Core Concepts
Memory
How Jeanette remembers facts about you and builds a persistent understanding over time.
How memory works
Jeanette maintains a persistent memory store that survives across all conversations. After each exchange, she extracts key facts and saves them — so she knows your name, where you live, your preferences, and your ongoing projects without you having to repeat them.
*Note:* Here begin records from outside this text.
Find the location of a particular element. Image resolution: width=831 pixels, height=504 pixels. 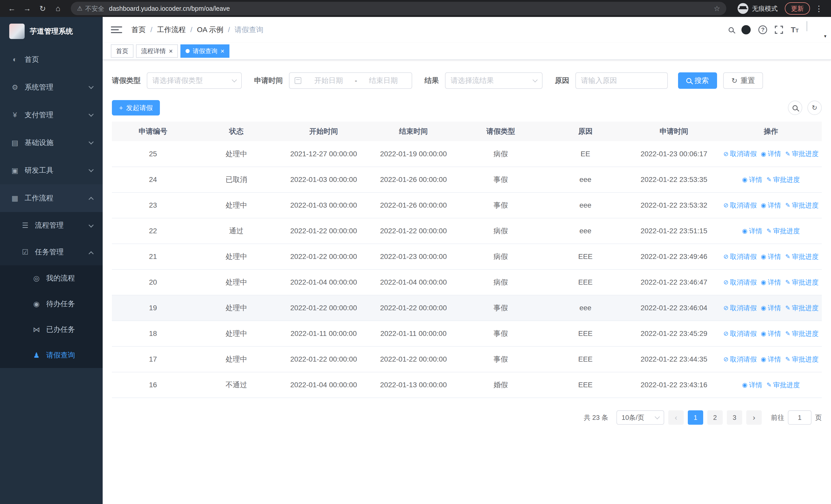

edit-icon: ✎ is located at coordinates (769, 385).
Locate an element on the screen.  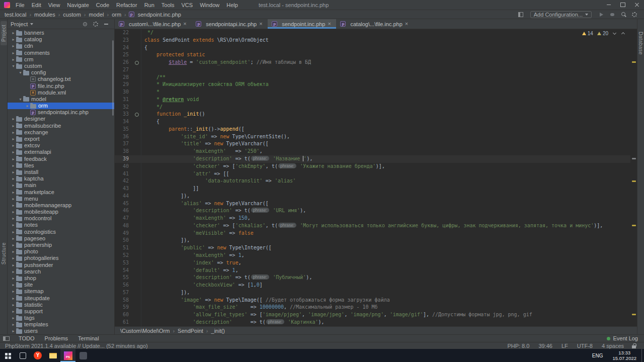
tree-item-statistic: statistic is located at coordinates (61, 305).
Memory extraction happens automatically in the background. You don't need to explicitly tell Jeanette to "remember" something — she'll infer what's worth keeping from the natural flow of conversation.
Memory categories
Jeanette organises memories into four types:
| Category | What it stores | Examples |
|---|---|---|
| Facts | Concrete, stable information | Name, location, job title, family members |
| Preferences | How you like things done | "Prefers metric units", "formal tone", "no emoji" |
| Context | Current situations and goals | "Working on a product launch", "planning a trip to Japan in April" |
| Skill state | Configuration for connected tools | Which Gmail account is linked, calendar preferences |
What Jeanette remembers
Jeanette builds her memory from your conversations. Things she'll remember:
- Your name and location
- Your timezone (for scheduling)
- Communication preferences (tone, language, detail level)
- Ongoing projects and goals
- Tools and services you've connected
- Your assistant's name (if you've renamed her)
Structured profile fields
Some key details are stored directly in your profile rather than as free-form memories:
- First and last name
- Timezone — used for all scheduling and time calculations
- Assistant name — customise what Jeanette calls herself
- Custom instructions — persistent guidelines applied to every conversation
You can edit these any time in the web dashboard under Settings → General.
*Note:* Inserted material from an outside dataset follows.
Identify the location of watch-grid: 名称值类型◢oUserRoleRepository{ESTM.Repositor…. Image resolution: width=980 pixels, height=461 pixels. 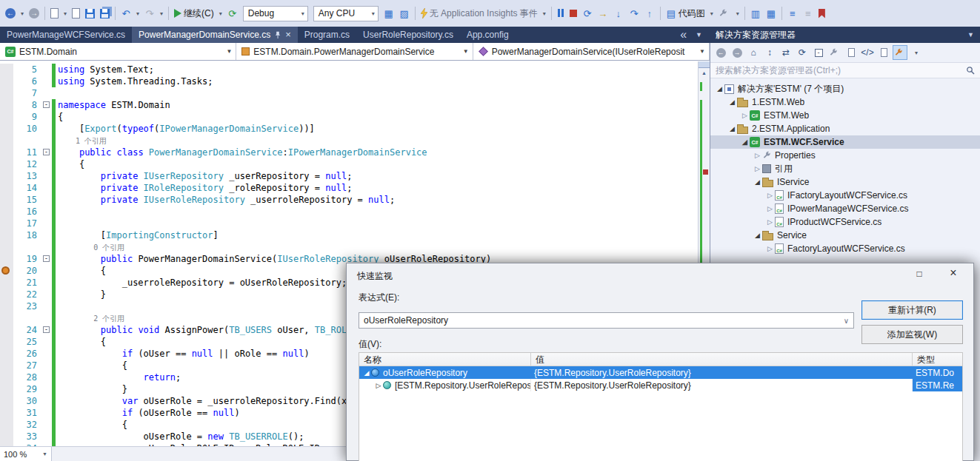
(661, 407).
Asking Jeanette what she remembers
You: What do you know about me?
Jeanette: Here's what I have on file: Your name is Richard, you're based in London (GMT), you prefer concise responses, you're currently working on a product launch for Q2, and you have Gmail connected with read-and-send access.
Correcting or removing memories
If Jeanette has something wrong, just tell her:
You: I've moved — I'm now in Edinburgh, not London.
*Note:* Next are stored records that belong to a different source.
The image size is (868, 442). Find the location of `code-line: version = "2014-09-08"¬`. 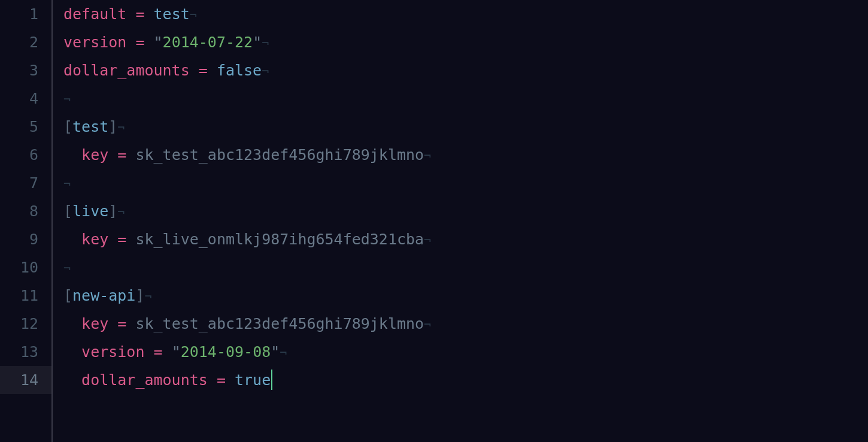

code-line: version = "2014-09-08"¬ is located at coordinates (466, 352).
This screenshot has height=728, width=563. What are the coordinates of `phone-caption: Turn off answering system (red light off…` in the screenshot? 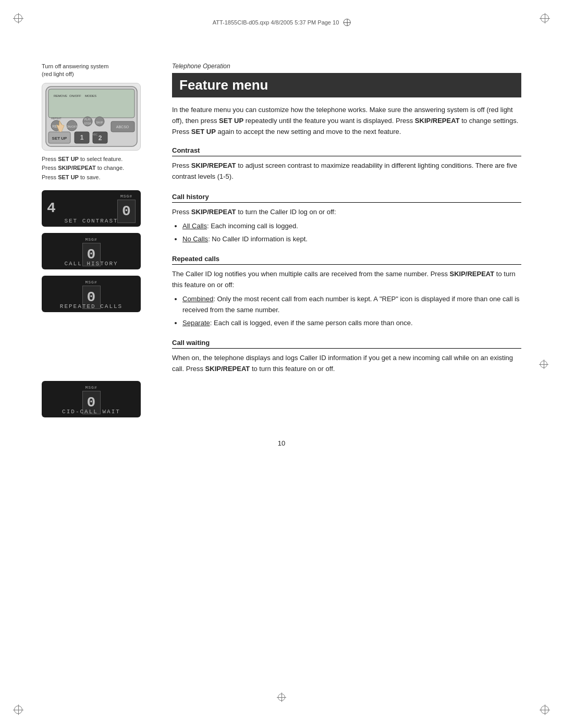 It's located at (99, 71).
Jeanette: Got it, I've updated your location to Edinburgh. I'll use that for weather, local time, and any location-specific tasks from now on.
You: Forget that I mentioned the Q2 project.
Jeanette: Done — I've removed that from memory.
Memory and privacy
Your memories are private to your account. They are not shared across users or used to train AI models. You can request full deletion of all your data by contacting support.